The crash of 1929 and the Great Depression brought disaster to all the Orvis enterprises. The lathes and milling machines were silenced. The Equinox Hotel properties suffered financial collapse in 1938, after a series of painfully slow years. By 1939, the Orvis Company was down to two employees, "Bert" Orvis and Hallie Galaise, the last of Mary's fly tiers. Little inventory remained, and day-to-day money came in from repairing bicycles and tennis rackets. At that low point the company was purchased by a group of investors, headed by Dudley C. Corkran.

Charles F. Orvis started his company when the American sportsman was seeking civilized adventure in the wilderness at his doorstep. The movement was so insistent and so attractive it in turn sponsored a massive American sporting goods business. The customer was the upper middle-class American who Winslow Homer painted, casting his flies by an Adirondack waterfall, climbing mountains in New Hampshire, riding in the middle seat of a birch bark canoe, and always surrounded by the romance of the great outdoors. Such customers and their times had made the Orvis Company prosperous.

By the 1930s, however, the north woods hotels were rotted and empty, and the grandchildren of Winslow Homer's people put the old summer home on the market and turned to other pleasures. One by one the names of the old prestige tackle makers disappeared from the advertising pages of the sporting magazines. Orvis was well on its way to becoming a memory when Dudley Corkran assumed leadership.

DUDLEY C. ("DUCKIE") CORKRAN FIRST VISITED Manchester in 1907. He was eleven years old and already an enthusiastic angler , and golfer. Golf was a fairly new sport in America at that time, but it assumed an importance in Manchester's tourist economy much greater than that of fishing. He visited frequently after that, coming from Baltimore and, later, from Philadelphia, both to fish and to golf (winning tournaments twice). He became familiar with the Orvis operation and arranged to purchase what was left of the company in 1939.

Duckie Corkran bought a building, some well worn machinery, and a time-honored name. His first task was to organize, find personnel, and supplement the stock of materials remaining in the old building. Wesley Jordan of Lynn, Massachusetts, a veteran of the rod building business, who had started with the Cross Rod Company in 1919 and later moved to South Bend, became the new plant superintendent and began putting the machinery in order. Hallie Galaise, who had been taught fly tying as a young girl by Mary Orvis Marbury, continued as the company fly tier. In 1941 the new Orvis Company employed seven people.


Instructions for the task. Repeat the entries verbatim.

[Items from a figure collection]
Start of Block

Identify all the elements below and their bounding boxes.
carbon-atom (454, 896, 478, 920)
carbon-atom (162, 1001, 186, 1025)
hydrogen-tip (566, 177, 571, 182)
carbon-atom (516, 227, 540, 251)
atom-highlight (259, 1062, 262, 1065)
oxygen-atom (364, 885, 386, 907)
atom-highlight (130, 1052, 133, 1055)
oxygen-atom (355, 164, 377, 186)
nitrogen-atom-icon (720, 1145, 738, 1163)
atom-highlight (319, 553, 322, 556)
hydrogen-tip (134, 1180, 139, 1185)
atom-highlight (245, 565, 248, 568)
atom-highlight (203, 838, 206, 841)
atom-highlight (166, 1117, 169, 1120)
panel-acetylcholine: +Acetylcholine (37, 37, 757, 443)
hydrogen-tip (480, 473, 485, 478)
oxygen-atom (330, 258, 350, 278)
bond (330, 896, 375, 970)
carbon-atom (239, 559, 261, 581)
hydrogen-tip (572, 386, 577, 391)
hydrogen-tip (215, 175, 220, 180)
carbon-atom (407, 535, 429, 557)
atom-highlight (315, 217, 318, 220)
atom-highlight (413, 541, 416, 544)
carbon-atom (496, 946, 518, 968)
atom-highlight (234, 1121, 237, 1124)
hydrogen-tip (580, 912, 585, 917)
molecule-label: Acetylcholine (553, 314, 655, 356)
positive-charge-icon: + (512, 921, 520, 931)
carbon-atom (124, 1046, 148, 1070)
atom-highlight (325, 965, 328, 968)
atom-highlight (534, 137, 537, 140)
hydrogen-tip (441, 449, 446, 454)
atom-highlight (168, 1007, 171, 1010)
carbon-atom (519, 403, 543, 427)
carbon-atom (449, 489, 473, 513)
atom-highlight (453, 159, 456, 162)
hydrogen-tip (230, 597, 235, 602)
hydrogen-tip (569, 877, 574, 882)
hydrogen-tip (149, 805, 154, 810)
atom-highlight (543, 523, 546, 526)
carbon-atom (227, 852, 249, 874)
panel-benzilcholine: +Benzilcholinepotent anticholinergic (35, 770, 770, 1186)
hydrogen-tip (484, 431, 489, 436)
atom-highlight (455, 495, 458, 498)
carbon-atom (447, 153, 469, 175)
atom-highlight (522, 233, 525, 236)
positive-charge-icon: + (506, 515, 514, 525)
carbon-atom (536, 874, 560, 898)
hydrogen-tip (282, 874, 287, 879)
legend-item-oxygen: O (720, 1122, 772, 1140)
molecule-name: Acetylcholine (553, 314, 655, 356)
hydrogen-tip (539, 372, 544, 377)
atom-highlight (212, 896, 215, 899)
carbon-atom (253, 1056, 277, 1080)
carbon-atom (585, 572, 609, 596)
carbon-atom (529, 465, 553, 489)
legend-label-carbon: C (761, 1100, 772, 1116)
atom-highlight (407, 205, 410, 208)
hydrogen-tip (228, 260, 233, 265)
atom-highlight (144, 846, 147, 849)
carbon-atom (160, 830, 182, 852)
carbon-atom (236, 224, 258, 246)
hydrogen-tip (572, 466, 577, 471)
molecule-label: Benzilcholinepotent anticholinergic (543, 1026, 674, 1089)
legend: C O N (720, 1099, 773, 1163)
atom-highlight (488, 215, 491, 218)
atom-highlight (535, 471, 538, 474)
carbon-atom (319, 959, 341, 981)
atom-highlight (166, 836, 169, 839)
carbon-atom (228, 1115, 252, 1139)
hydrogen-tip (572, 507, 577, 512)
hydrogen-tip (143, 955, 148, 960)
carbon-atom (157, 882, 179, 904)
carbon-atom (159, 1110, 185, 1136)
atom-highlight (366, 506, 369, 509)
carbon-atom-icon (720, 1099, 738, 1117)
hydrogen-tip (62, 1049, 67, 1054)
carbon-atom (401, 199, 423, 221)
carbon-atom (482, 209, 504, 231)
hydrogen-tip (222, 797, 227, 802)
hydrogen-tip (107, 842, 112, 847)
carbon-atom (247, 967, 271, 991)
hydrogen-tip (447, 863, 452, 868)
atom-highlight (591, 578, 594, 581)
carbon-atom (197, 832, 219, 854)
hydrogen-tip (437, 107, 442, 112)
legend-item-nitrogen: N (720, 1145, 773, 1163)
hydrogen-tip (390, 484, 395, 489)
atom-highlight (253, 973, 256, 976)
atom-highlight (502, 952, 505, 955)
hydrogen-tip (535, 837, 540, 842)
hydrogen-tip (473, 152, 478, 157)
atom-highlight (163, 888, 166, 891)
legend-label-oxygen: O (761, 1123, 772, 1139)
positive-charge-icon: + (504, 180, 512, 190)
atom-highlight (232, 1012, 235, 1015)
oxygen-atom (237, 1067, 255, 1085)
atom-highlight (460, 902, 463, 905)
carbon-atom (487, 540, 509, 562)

End of Block

Response to this exercise.
Identify all the elements below and their bounding boxes.
carbon-atom (454, 896, 478, 920)
carbon-atom (162, 1001, 186, 1025)
hydrogen-tip (566, 177, 571, 182)
carbon-atom (516, 227, 540, 251)
atom-highlight (259, 1062, 262, 1065)
oxygen-atom (364, 885, 386, 907)
atom-highlight (130, 1052, 133, 1055)
oxygen-atom (355, 164, 377, 186)
nitrogen-atom-icon (720, 1145, 738, 1163)
atom-highlight (319, 553, 322, 556)
hydrogen-tip (134, 1180, 139, 1185)
atom-highlight (245, 565, 248, 568)
atom-highlight (203, 838, 206, 841)
atom-highlight (166, 1117, 169, 1120)
panel-acetylcholine: +Acetylcholine (37, 37, 757, 443)
hydrogen-tip (480, 473, 485, 478)
oxygen-atom (330, 258, 350, 278)
bond (330, 896, 375, 970)
carbon-atom (239, 559, 261, 581)
hydrogen-tip (572, 386, 577, 391)
hydrogen-tip (215, 175, 220, 180)
carbon-atom (407, 535, 429, 557)
atom-highlight (315, 217, 318, 220)
atom-highlight (413, 541, 416, 544)
carbon-atom (496, 946, 518, 968)
atom-highlight (234, 1121, 237, 1124)
hydrogen-tip (580, 912, 585, 917)
molecule-label: Acetylcholine (553, 314, 655, 356)
positive-charge-icon: + (512, 921, 520, 931)
carbon-atom (124, 1046, 148, 1070)
atom-highlight (325, 965, 328, 968)
atom-highlight (534, 137, 537, 140)
hydrogen-tip (441, 449, 446, 454)
atom-highlight (168, 1007, 171, 1010)
carbon-atom (519, 403, 543, 427)
carbon-atom (449, 489, 473, 513)
atom-highlight (453, 159, 456, 162)
hydrogen-tip (230, 597, 235, 602)
hydrogen-tip (569, 877, 574, 882)
hydrogen-tip (149, 805, 154, 810)
atom-highlight (543, 523, 546, 526)
carbon-atom (227, 852, 249, 874)
panel-benzilcholine: +Benzilcholinepotent anticholinergic (35, 770, 770, 1186)
hydrogen-tip (484, 431, 489, 436)
atom-highlight (455, 495, 458, 498)
carbon-atom (447, 153, 469, 175)
atom-highlight (522, 233, 525, 236)
positive-charge-icon: + (506, 515, 514, 525)
carbon-atom (536, 874, 560, 898)
hydrogen-tip (282, 874, 287, 879)
legend-item-oxygen: O (720, 1122, 772, 1140)
molecule-name: Acetylcholine (553, 314, 655, 356)
hydrogen-tip (539, 372, 544, 377)
atom-highlight (212, 896, 215, 899)
carbon-atom (253, 1056, 277, 1080)
carbon-atom (585, 572, 609, 596)
carbon-atom (529, 465, 553, 489)
legend-label-carbon: C (761, 1100, 772, 1116)
atom-highlight (407, 205, 410, 208)
hydrogen-tip (228, 260, 233, 265)
atom-highlight (144, 846, 147, 849)
carbon-atom (160, 830, 182, 852)
carbon-atom (236, 224, 258, 246)
hydrogen-tip (572, 466, 577, 471)
molecule-label: Benzilcholinepotent anticholinergic (543, 1026, 674, 1089)
legend: C O N (720, 1099, 773, 1163)
atom-highlight (488, 215, 491, 218)
atom-highlight (535, 471, 538, 474)
carbon-atom (319, 959, 341, 981)
atom-highlight (166, 836, 169, 839)
carbon-atom (228, 1115, 252, 1139)
hydrogen-tip (572, 507, 577, 512)
hydrogen-tip (143, 955, 148, 960)
carbon-atom (157, 882, 179, 904)
carbon-atom (159, 1110, 185, 1136)
atom-highlight (366, 506, 369, 509)
carbon-atom-icon (720, 1099, 738, 1117)
hydrogen-tip (62, 1049, 67, 1054)
carbon-atom (401, 199, 423, 221)
carbon-atom (482, 209, 504, 231)
hydrogen-tip (222, 797, 227, 802)
hydrogen-tip (107, 842, 112, 847)
carbon-atom (247, 967, 271, 991)
hydrogen-tip (447, 863, 452, 868)
atom-highlight (591, 578, 594, 581)
carbon-atom (197, 832, 219, 854)
hydrogen-tip (437, 107, 442, 112)
legend-item-nitrogen: N (720, 1145, 773, 1163)
hydrogen-tip (390, 484, 395, 489)
atom-highlight (253, 973, 256, 976)
atom-highlight (502, 952, 505, 955)
hydrogen-tip (535, 837, 540, 842)
hydrogen-tip (473, 152, 478, 157)
atom-highlight (163, 888, 166, 891)
legend-label-oxygen: O (761, 1123, 772, 1139)
positive-charge-icon: + (504, 180, 512, 190)
atom-highlight (232, 1012, 235, 1015)
oxygen-atom (237, 1067, 255, 1085)
atom-highlight (460, 902, 463, 905)
carbon-atom (487, 540, 509, 562)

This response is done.